Intra-operative TCS is still facing one obstacle: It does not allow clear identification of certain areas in the basal ganglia and therefore is not suited for precise targeting of the implants. However, Professor Walter is convinced that this obstacle will soon be surmounted. ‘Fusion imaging will be the next major milestone and a quantum leap for sonography in intra-operative image-guided implantation of deep brain electrodes. There are already ultrasound systems offering side by side MRI and ultrasound images to compare and facilitate navigation in the target structures. This technology needs fine-tuning because the patient’s head should be positioned in a certain spatial relationship to the imaging system, but basically it does work.’
For next year Professor Walter is planning a multi-centre study on the use of ultrasound for the post-operative position control of DBS leads, aiming to establish this procedure further, in clinical settings.
International partners from the Czech Republic and the US have already voiced their interest in participating in the study. Hopefully at one of the next WFUMB congresses, we will hear more about this exciting technique.
"Intra and postoperative monitoring of deep brain implants", Sunday, August 28, 09:20-09:45, Hall LM
Uwe Walter
In 1999, Professor Uwe Walter MD trained as a neurology specialist at the Clinic and Polyclinic of Neurology at the University Hospital Rostock, Germany.
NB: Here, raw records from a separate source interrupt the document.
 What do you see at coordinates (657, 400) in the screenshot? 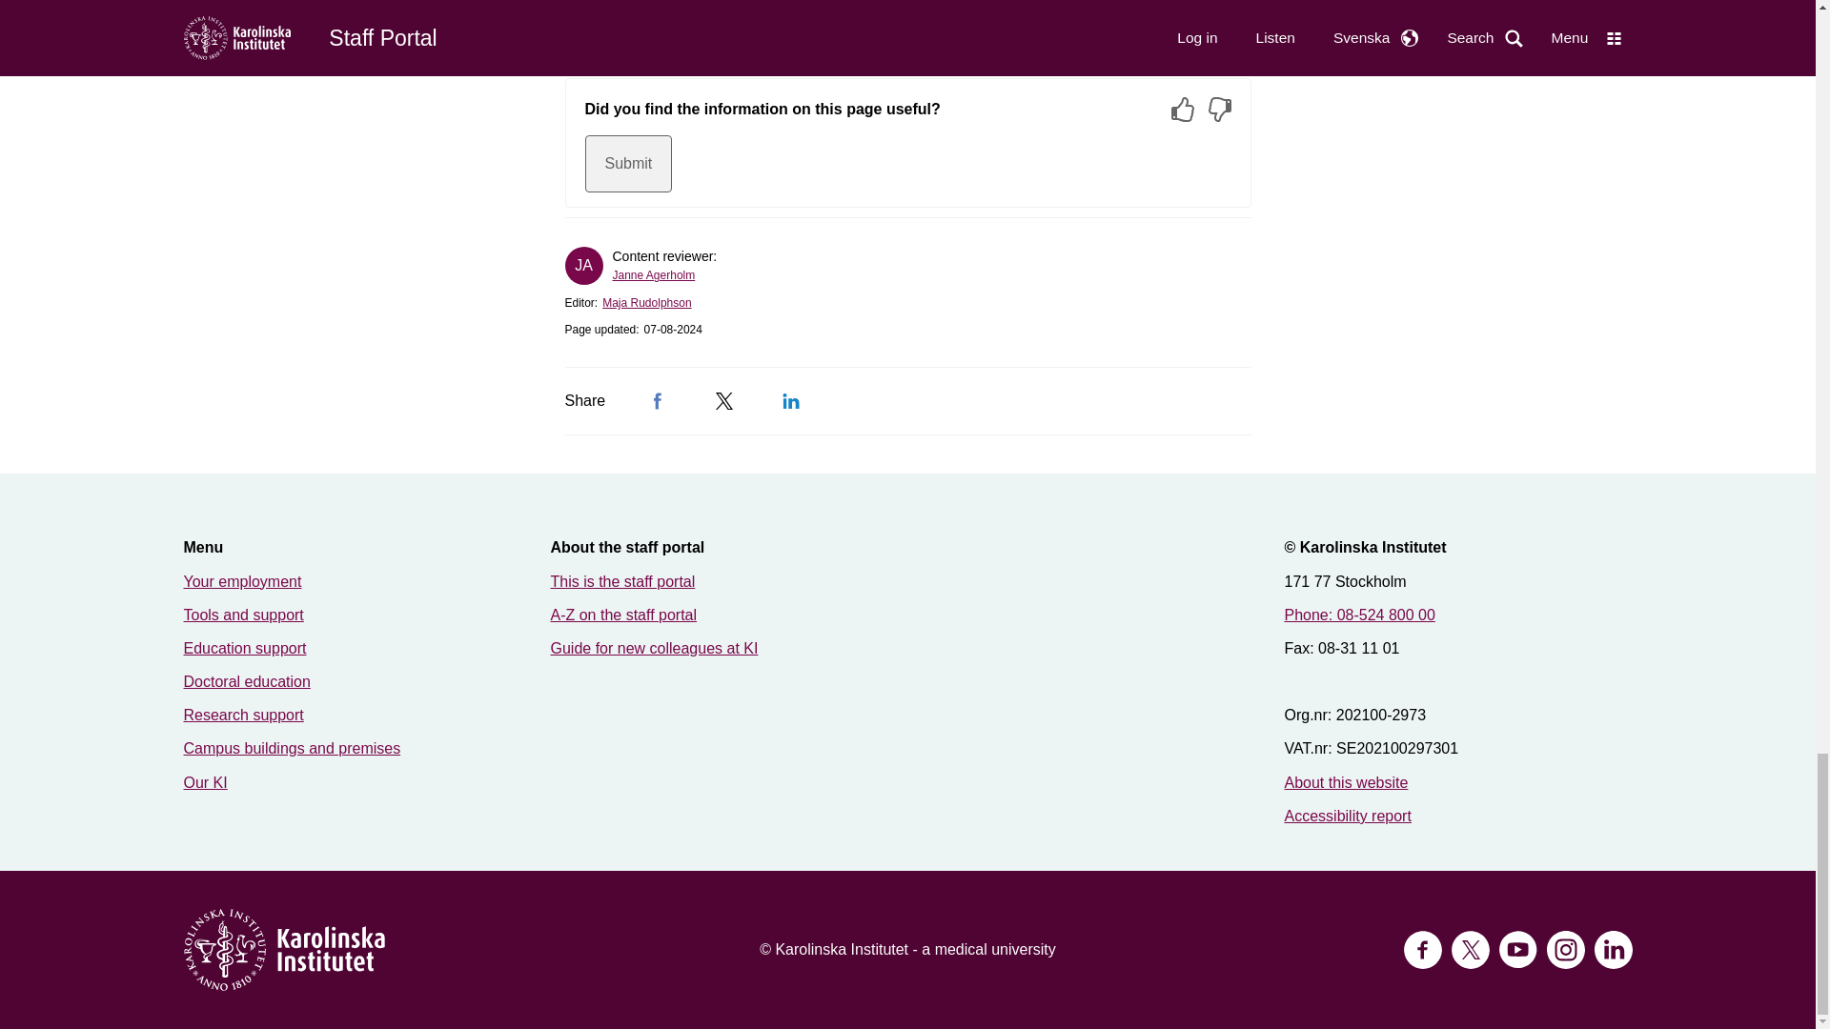
I see `Facebook` at bounding box center [657, 400].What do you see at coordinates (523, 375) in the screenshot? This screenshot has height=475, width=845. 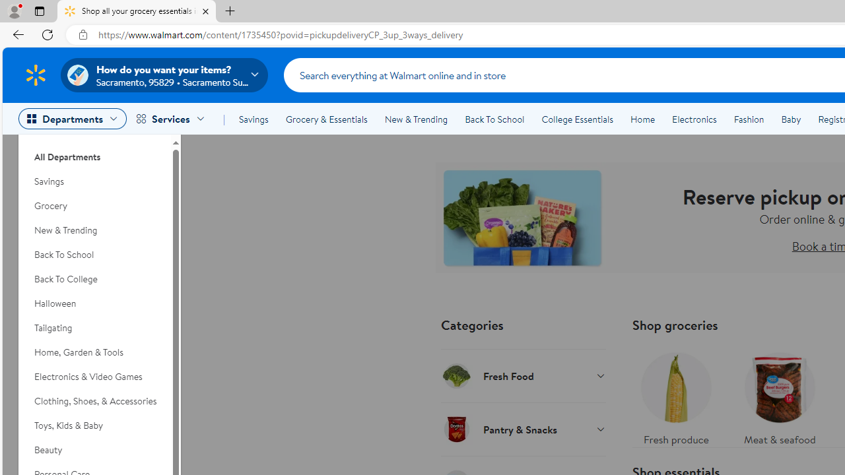 I see `Fresh Food` at bounding box center [523, 375].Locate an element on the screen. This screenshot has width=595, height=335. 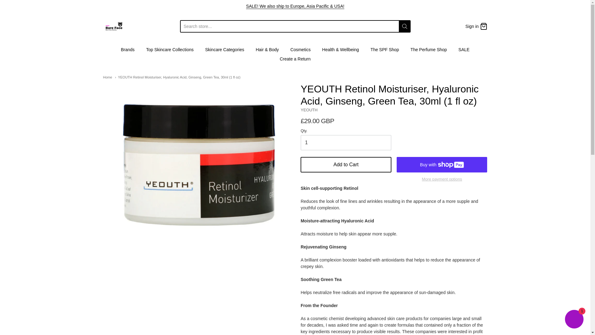
SALE is located at coordinates (295, 6).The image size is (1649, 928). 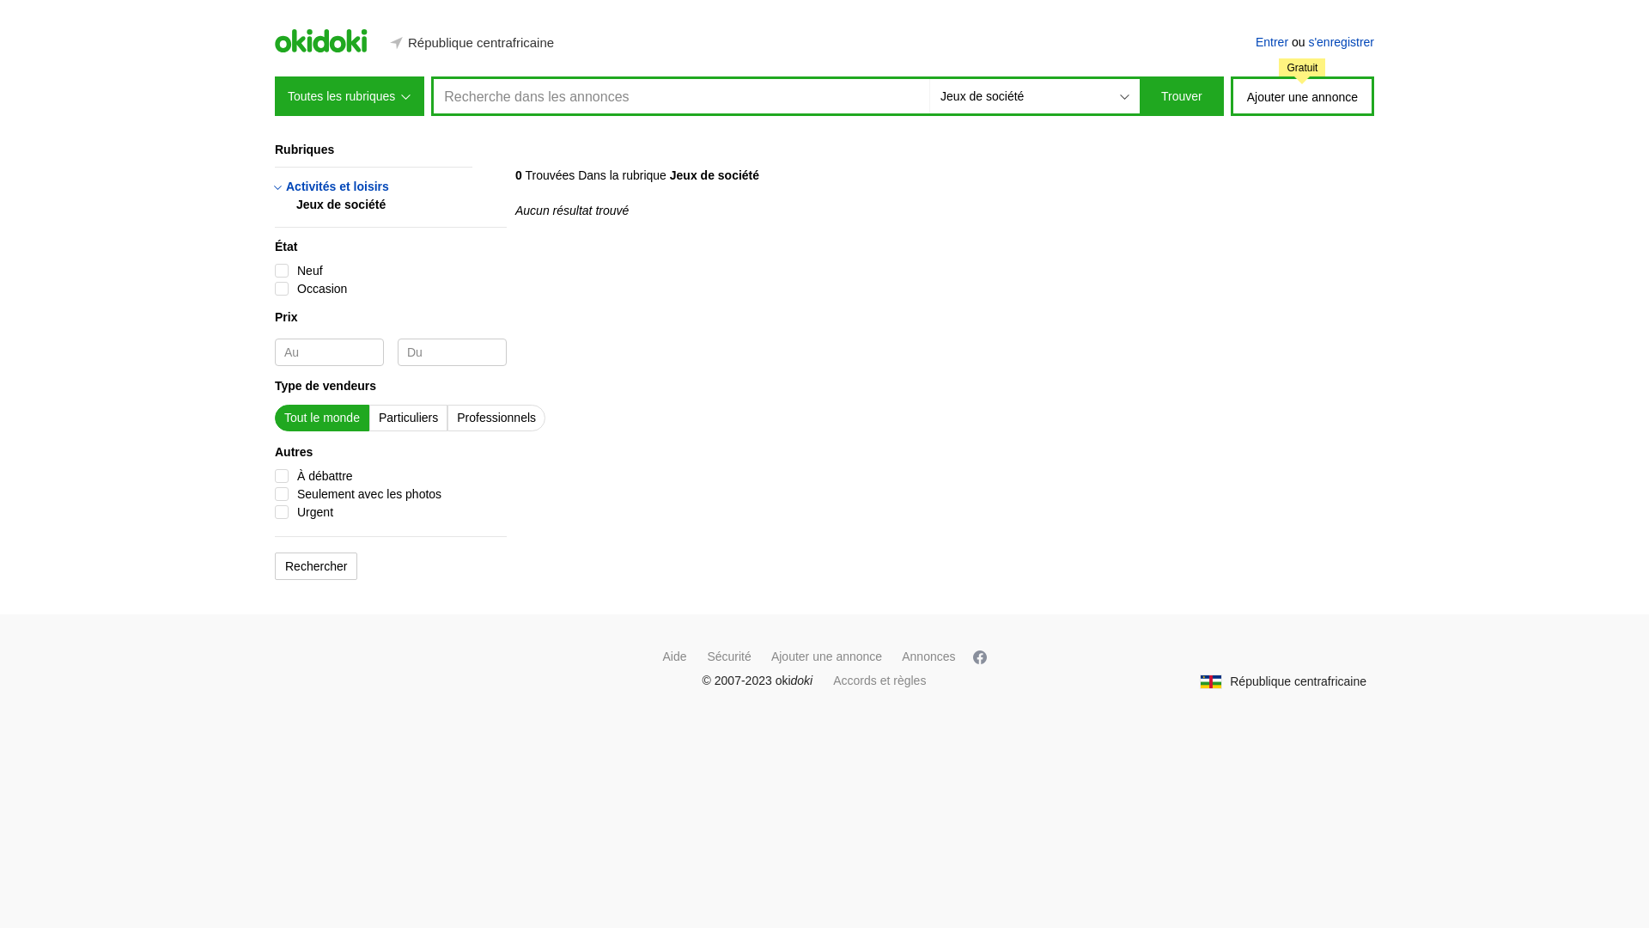 I want to click on Rechercher, so click(x=316, y=566). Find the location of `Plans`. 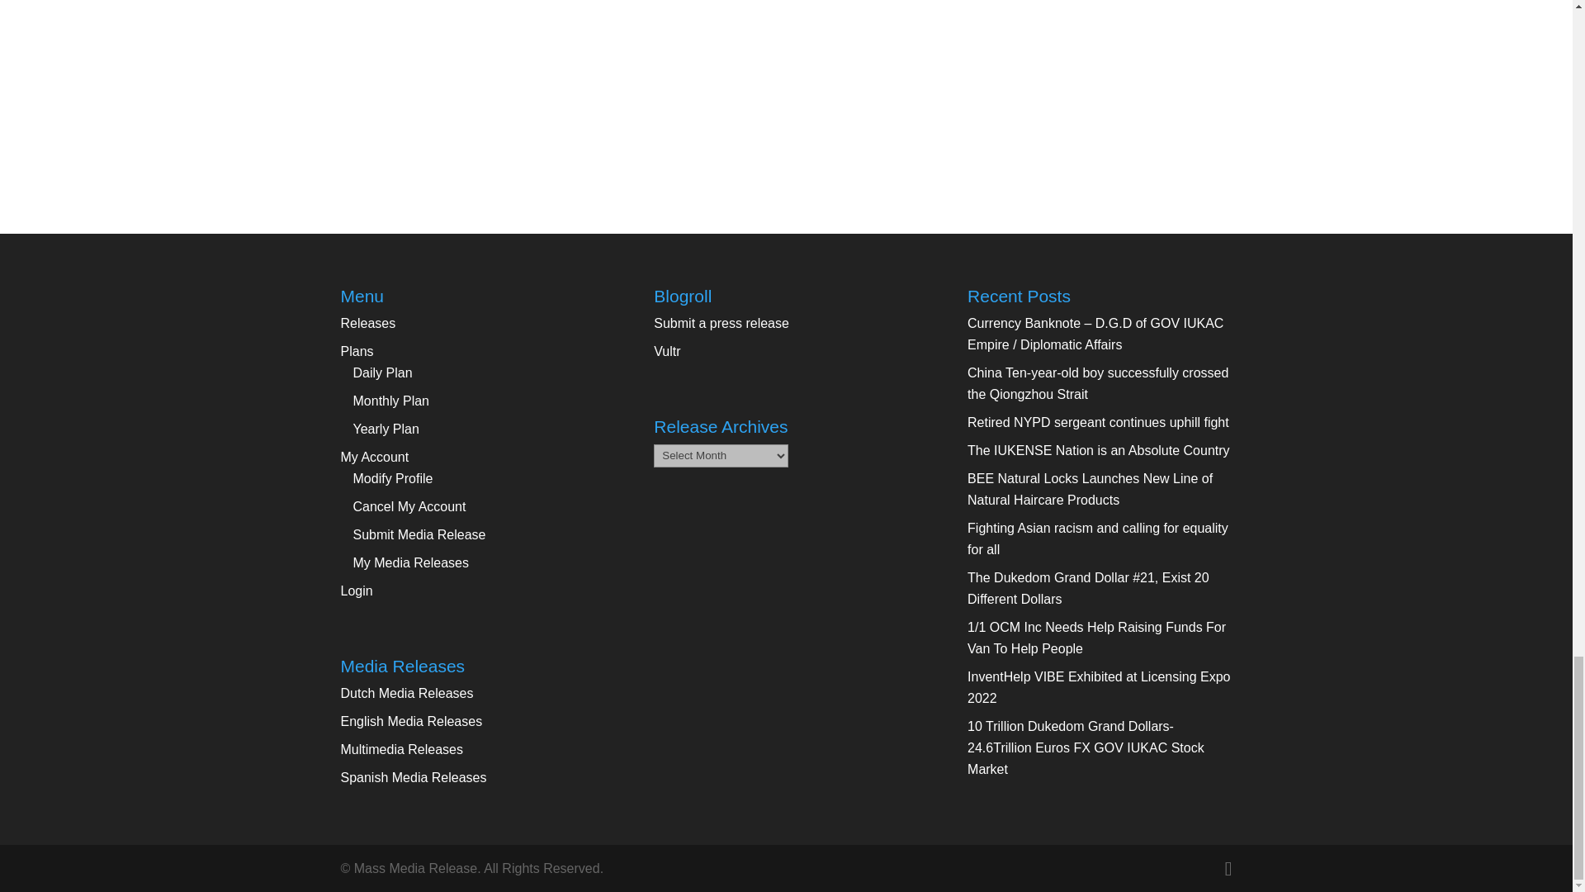

Plans is located at coordinates (357, 351).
In 2004 he received the Science Prize of the German Society of Ultrasound in Medicine and, in 2009, was appointed supernumerary professor for neurology at the University of Rostock.
This year he was appointed Deputy Director of the hospital’s Clinic and Polyclinic of Neurology and focuses his research on brain sonography in patients with movement disorders and neurodegenerative diseases, ultrasound diagnostics in neurology (brain, vessels, and nerves) and pathogenesis of stroke-associated pneumonias.